What the exercise asks —
Only the lines from the one containing "You are a GUI" through the last line of the data below belong in your answer, copied exactly and without pictures.

Records —
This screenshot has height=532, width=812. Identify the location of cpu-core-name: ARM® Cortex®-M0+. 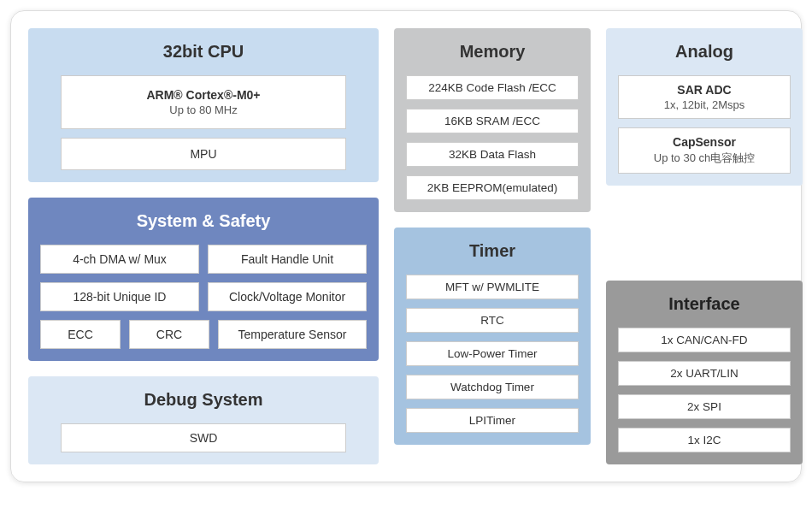
(203, 95).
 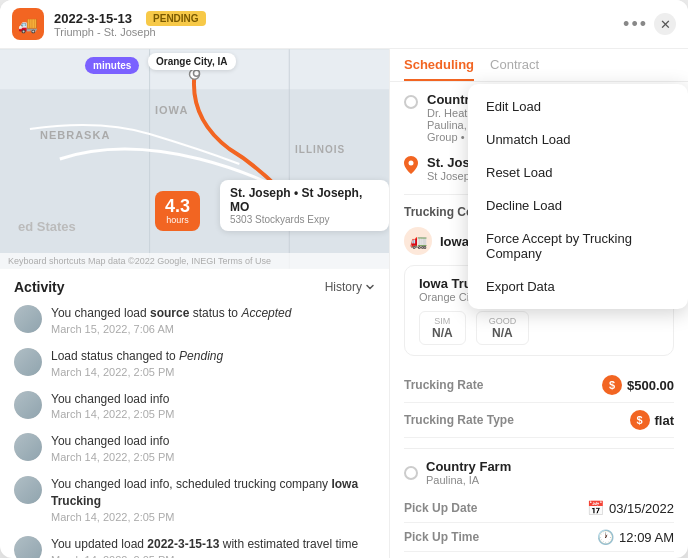 I want to click on map-city: St. Joseph • St Joseph, MO, so click(x=304, y=200).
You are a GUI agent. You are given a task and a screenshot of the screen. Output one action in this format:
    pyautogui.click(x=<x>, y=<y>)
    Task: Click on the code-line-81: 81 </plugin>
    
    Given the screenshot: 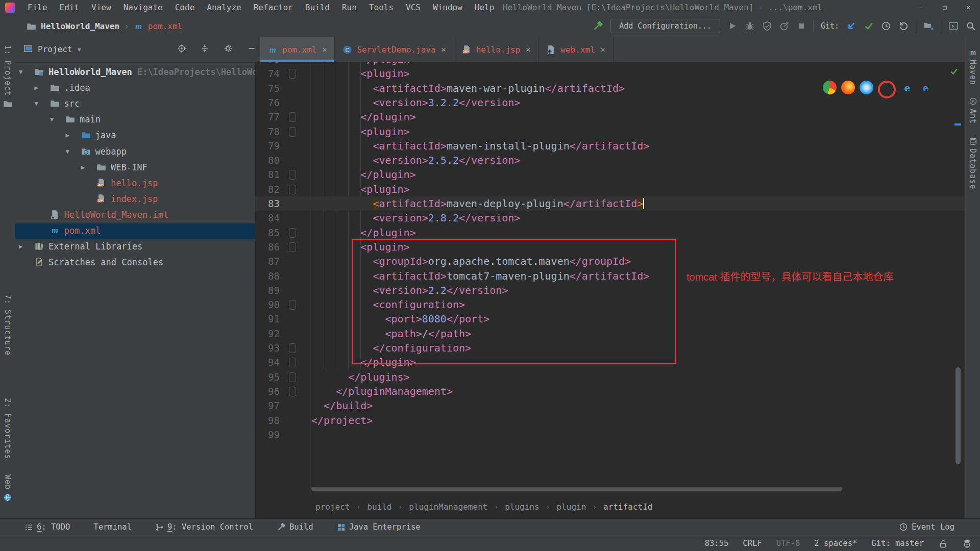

Task response —
You are a GUI agent. You are given a task and a screenshot of the screen. Output one action in this format:
    pyautogui.click(x=<x>, y=<y>)
    Task: Click on the code-line-81: 81 </plugin>
    
    Given the screenshot: 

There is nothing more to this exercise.